Step 2: Open the Execution File and Register the Lien

Once recognition is granted, the recognised judgment carries the same weight as an Israeli court judgment. File it with the Execution Office, open an execution file, identify the debtor's property at the Land Registry, and proceed with lien registration exactly as a domestic creditor would.

Practical Tips for Foreign Creditors

  • Act before the debtor sells: If you know or suspect the debtor may sell their Israeli property, apply urgently for a pre-judgment provisional attachment through the court under Regulation 363 of the Civil Procedure Regulations — this does not wait for recognition of the foreign judgment and can be granted within days in emergency situations.
  • Search the Land Registry proactively: If you know the debtor's Israeli ID number, search the Land Registry by ID to identify all Israeli properties before the debtor has any warning that you are pursuing enforcement.
  • Power of Attorney: You will need an Israeli advocate to act on your behalf. A properly notarised and apostilled Power of Attorney from your home country is required. Prepare this before recognition proceedings begin so there is no delay.
In Practice — Combining a Property Lien with a Travel Ban: For a foreign creditor whose debtor owns Israeli real estate and lives in Israel, the most effective enforcement combination is: (1) register the property lien to block sale, and (2) simultaneously apply for a travel ban under Section 66 of the Execution Law to prevent the debtor from leaving Israel. The property lien secures the asset; the travel ban prevents the debtor from absconding. Together they create maximum pressure for settlement. Most contested commercial debts against Israeli individuals with real estate are resolved within 3–6 months of both measures being in place, without needing to proceed to forced sale. Legal costs for both measures combined typically range from NIS 8,000–20,000 depending on complexity.

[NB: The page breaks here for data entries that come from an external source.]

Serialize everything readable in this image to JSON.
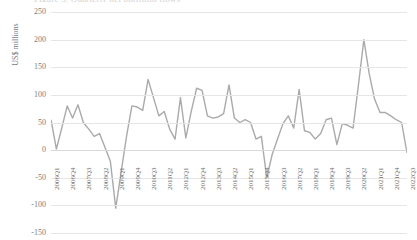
{
  "chart_data": {
    "type": "line",
    "title": "Figure 3. Quarterly net portfolio flows",
    "xlabel": "",
    "ylabel": "US$ millions",
    "ylim": [
      -150,
      250
    ],
    "ytick_values": [
      250,
      200,
      150,
      100,
      50,
      0,
      -50,
      -100,
      -150
    ],
    "ytick_labels": [
      "250",
      "200",
      "150",
      "100",
      "50",
      "0",
      "-50",
      "-100",
      "-150"
    ],
    "grid": true,
    "legend": "none",
    "line_color": "#aaaaaa",
    "line_width": 1.4,
    "xtick_labels": [
      "2006Q1",
      "2006Q4",
      "2007Q3",
      "2008Q2",
      "2009Q1",
      "2009Q4",
      "2010Q3",
      "2011Q2",
      "2012Q1",
      "2012Q4",
      "2013Q3",
      "2014Q2",
      "2015Q1",
      "2015Q4",
      "2016Q3",
      "2017Q2",
      "2018Q1",
      "2018Q4",
      "2019Q3",
      "2020Q2",
      "2021Q1",
      "2021Q4",
      "2022Q3"
    ],
    "xtick_step": 3,
    "x": [
      "2006Q1",
      "2006Q2",
      "2006Q3",
      "2006Q4",
      "2007Q1",
      "2007Q2",
      "2007Q3",
      "2007Q4",
      "2008Q1",
      "2008Q2",
      "2008Q3",
      "2008Q4",
      "2009Q1",
      "2009Q2",
      "2009Q3",
      "2009Q4",
      "2010Q1",
      "2010Q2",
      "2010Q3",
      "2010Q4",
      "2011Q1",
      "2011Q2",
      "2011Q3",
      "2011Q4",
      "2012Q1",
      "2012Q2",
      "2012Q3",
      "2012Q4",
      "2013Q1",
      "2013Q2",
      "2013Q3",
      "2013Q4",
      "2014Q1",
      "2014Q2",
      "2014Q3",
      "2014Q4",
      "2015Q1",
      "2015Q2",
      "2015Q3",
      "2015Q4",
      "2016Q1",
      "2016Q2",
      "2016Q3",
      "2016Q4",
      "2017Q1",
      "2017Q2",
      "2017Q3",
      "2017Q4",
      "2018Q1",
      "2018Q2",
      "2018Q3",
      "2018Q4",
      "2019Q1",
      "2019Q2",
      "2019Q3",
      "2019Q4",
      "2020Q1",
      "2020Q2",
      "2020Q3",
      "2020Q4",
      "2021Q1",
      "2021Q2",
      "2021Q3",
      "2021Q4",
      "2022Q1",
      "2022Q2",
      "2022Q3"
    ],
    "values": [
      55,
      2,
      40,
      80,
      58,
      82,
      50,
      38,
      25,
      30,
      5,
      -20,
      -105,
      -40,
      25,
      80,
      78,
      72,
      128,
      95,
      62,
      70,
      38,
      20,
      95,
      22,
      70,
      112,
      108,
      62,
      58,
      60,
      66,
      118,
      58,
      50,
      55,
      50,
      20,
      25,
      -50,
      -8,
      20,
      48,
      62,
      40,
      110,
      35,
      32,
      20,
      30,
      55,
      58,
      10,
      48,
      45,
      40,
      118,
      200,
      138,
      92,
      68,
      68,
      62,
      55,
      50,
      -5
    ]
  }
}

Frequently Asked Questions

Once you hold a final Israeli court judgment (or a recognised foreign judgment), open an Execution Office file and apply to the Chief Registrar for a shiabud nechasim order. The Execution Office instructs the Land Registry (Tabu) to register the lien against the specific property identified by block and parcel number. Registration takes 3–10 business days. The lien appears on the title extract and prevents the owner from selling or mortgaging the property without satisfying your debt first.

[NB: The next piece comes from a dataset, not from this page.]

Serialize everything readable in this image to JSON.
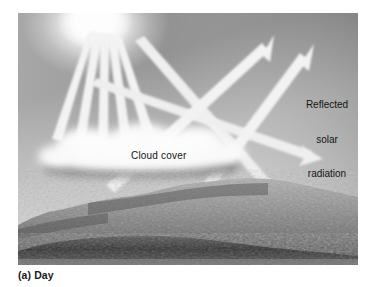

No. A registered lien secures your debt against the property but does not itself transfer money to you. Payment comes either when the debtor sells voluntarily and satisfies your lien from the proceeds, or when you apply to the Execution Office for a forced sale (mechirat nechasim). A forced sale takes 12–24 months. Most debtors pay or negotiate once they discover their property is encumbered and they cannot sell or refinance it.

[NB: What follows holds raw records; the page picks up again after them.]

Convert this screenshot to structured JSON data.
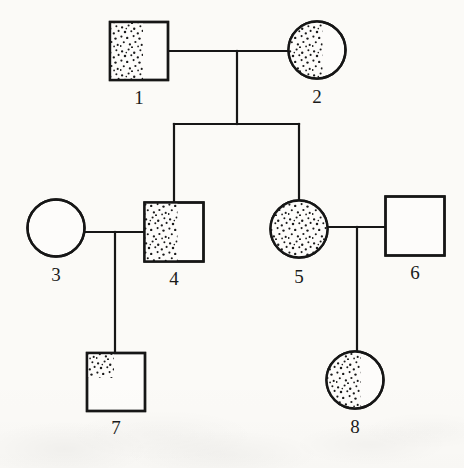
{
  "diagram": {
    "type": "pedigree",
    "background_color": "#fbfaf7",
    "line_color": "#161616",
    "stipple_color": "#1a1a1a",
    "generations": 3
  },
  "individuals": [
    {
      "id": "1",
      "label": "1",
      "sex": "male",
      "shape": "square",
      "fill_pattern": "stippled-left-partial",
      "fill_fraction": 0.57,
      "cx": 139,
      "cy": 51,
      "size": 58,
      "label_x": 139,
      "label_y": 100,
      "generation": 1
    },
    {
      "id": "2",
      "label": "2",
      "sex": "female",
      "shape": "circle",
      "fill_pattern": "stippled-left-partial",
      "fill_fraction": 0.6,
      "cx": 317,
      "cy": 50,
      "size": 57,
      "label_x": 317,
      "label_y": 99,
      "generation": 1
    },
    {
      "id": "3",
      "label": "3",
      "sex": "female",
      "shape": "circle",
      "fill_pattern": "empty",
      "fill_fraction": 0,
      "cx": 56,
      "cy": 228,
      "size": 57,
      "label_x": 56,
      "label_y": 277,
      "generation": 2
    },
    {
      "id": "4",
      "label": "4",
      "sex": "male",
      "shape": "square",
      "fill_pattern": "stippled-left-partial",
      "fill_fraction": 0.56,
      "cx": 174,
      "cy": 232,
      "size": 59,
      "label_x": 174,
      "label_y": 281,
      "generation": 2
    },
    {
      "id": "5",
      "label": "5",
      "sex": "female",
      "shape": "circle",
      "fill_pattern": "stippled-full",
      "fill_fraction": 1,
      "cx": 299,
      "cy": 229,
      "size": 57,
      "label_x": 299,
      "label_y": 279,
      "generation": 2
    },
    {
      "id": "6",
      "label": "6",
      "sex": "male",
      "shape": "square",
      "fill_pattern": "empty",
      "fill_fraction": 0,
      "cx": 415,
      "cy": 226,
      "size": 59,
      "label_x": 415,
      "label_y": 275,
      "generation": 2
    },
    {
      "id": "7",
      "label": "7",
      "sex": "male",
      "shape": "square",
      "fill_pattern": "stippled-upper-left-quadrant",
      "fill_fraction": 0.45,
      "cx": 116,
      "cy": 382,
      "size": 58,
      "label_x": 116,
      "label_y": 430,
      "generation": 3
    },
    {
      "id": "8",
      "label": "8",
      "sex": "female",
      "shape": "circle",
      "fill_pattern": "stippled-left-partial",
      "fill_fraction": 0.6,
      "cx": 355,
      "cy": 380,
      "size": 57,
      "label_x": 355,
      "label_y": 429,
      "generation": 3
    }
  ],
  "matings": [
    {
      "id": "m1",
      "partners": [
        "1",
        "2"
      ],
      "line_y": 51,
      "x_from": 168,
      "x_to": 289,
      "drop_x": 237
    },
    {
      "id": "m2",
      "partners": [
        "3",
        "4"
      ],
      "line_y": 232,
      "x_from": 84,
      "x_to": 145,
      "drop_x": 115
    },
    {
      "id": "m3",
      "partners": [
        "5",
        "6"
      ],
      "line_y": 227,
      "x_from": 327,
      "x_to": 386,
      "drop_x": 357
    }
  ],
  "sibships": [
    {
      "id": "s1",
      "parents": "m1",
      "bar_y": 124,
      "bar_x_from": 174,
      "bar_x_to": 299,
      "stem_from_y": 51,
      "children": [
        "4",
        "5"
      ]
    },
    {
      "id": "s2",
      "parents": "m2",
      "bar_y": 232,
      "bar_x_from": 115,
      "bar_x_to": 115,
      "stem_from_y": 232,
      "children": [
        "7"
      ]
    },
    {
      "id": "s3",
      "parents": "m3",
      "bar_y": 227,
      "bar_x_from": 357,
      "bar_x_to": 357,
      "stem_from_y": 227,
      "children": [
        "8"
      ]
    }
  ],
  "legend_text": ""
}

The Land Registry will not register a transfer of title to the buyer unless the lien is removed — which requires payment to the creditor or a court order. In practice, any buyer or their attorney will discover the lien in due diligence and will require the seller to discharge it at closing from the sale proceeds. This is the main practical effect of a shiabud: it makes the property effectively unsellable until the debt is paid.

Yes, but only as a provisional remedy through the court, not the Execution Office. Under Regulation 363 of the Civil Procedure Regulations 5744-1984, a court can grant a pre-judgment attachment on real property (tzav ikul al mekarkein) as a temporary measure. The standard requires a prima facie case plus evidence that without the attachment the future judgment will be unenforceable. You must provide an undertaking as to damages. The provisional attachment is registered at the Land Registry and prevents transfer or mortgaging until the case concludes.

Yes. A foreign creditor must first obtain recognition of their foreign judgment from an Israeli District Court under the Foreign Judgments Enforcement Law 5718-1958. Once the recognition order is granted, the foreign creditor can open an Execution Office file and request a shiabud nechasim in exactly the same way as a domestic creditor. The Land Registry does not distinguish between Israeli and foreign creditors for lien registration purposes. Recognition typically takes 6–10 weeks if uncontested.